The Lords Valepage (also called Valepage from Wichmodeberg) were a knightly noble family of the Paderborn bishopric , which had its seat in the Delbrücker Land .

Family history

The name Valepage is mentioned at the earliest around 1353 as an epithet of a knight family von Kellinghausen (called Vahlepage), which the Rüthener chronicler Christoph Brandis names in a chronicle of 1650 among the Rüthen families of the 14th century and which became extinct at the beginning of the 15th century. The first documentary mention of the family name Valepage falls in the year 1358. In a document from 1385 the name Valepage appears for the first time in connection with the Bürener family of the Lords of the Wichmodeberg (called Valepage), who in the early 14th century as witnesses of the Böddeken monastery and the noblemen of Büren occur in records and probably once used by a same later desolate has become seat came in Buren.

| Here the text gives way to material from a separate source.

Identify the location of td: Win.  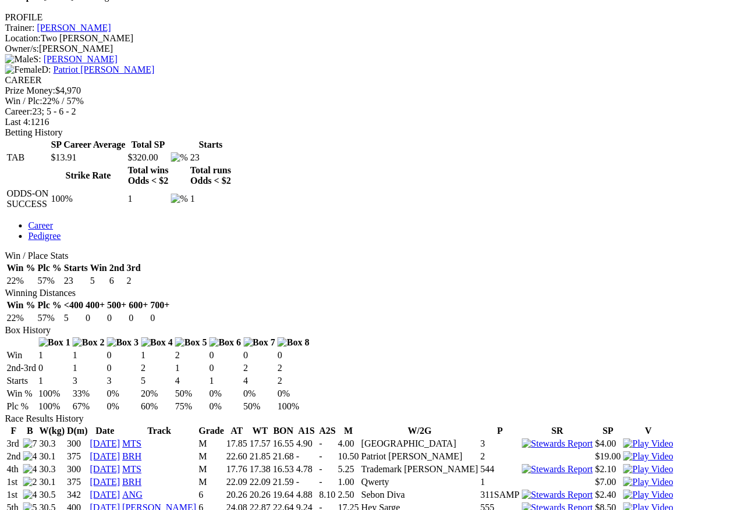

In the late 14th century, the lords of the Wichmodeberg, called Valepage, appear as vassals of the Abdinghof Benedictine monastery , which brought them into the possession of several fiefs in the Delbrücker Land . The center of this manorial rule was a knight's farm , first mentioned around 1337 as a free aristocratic saddle lair . The Valepages were among the few landlords resident in the Delbrücker Land . They are named among the knightly families of the Paderborn country in the Liber Dissentionum of the Paderborn cathedral scholasters Dietrich von Engelsheim from 1444.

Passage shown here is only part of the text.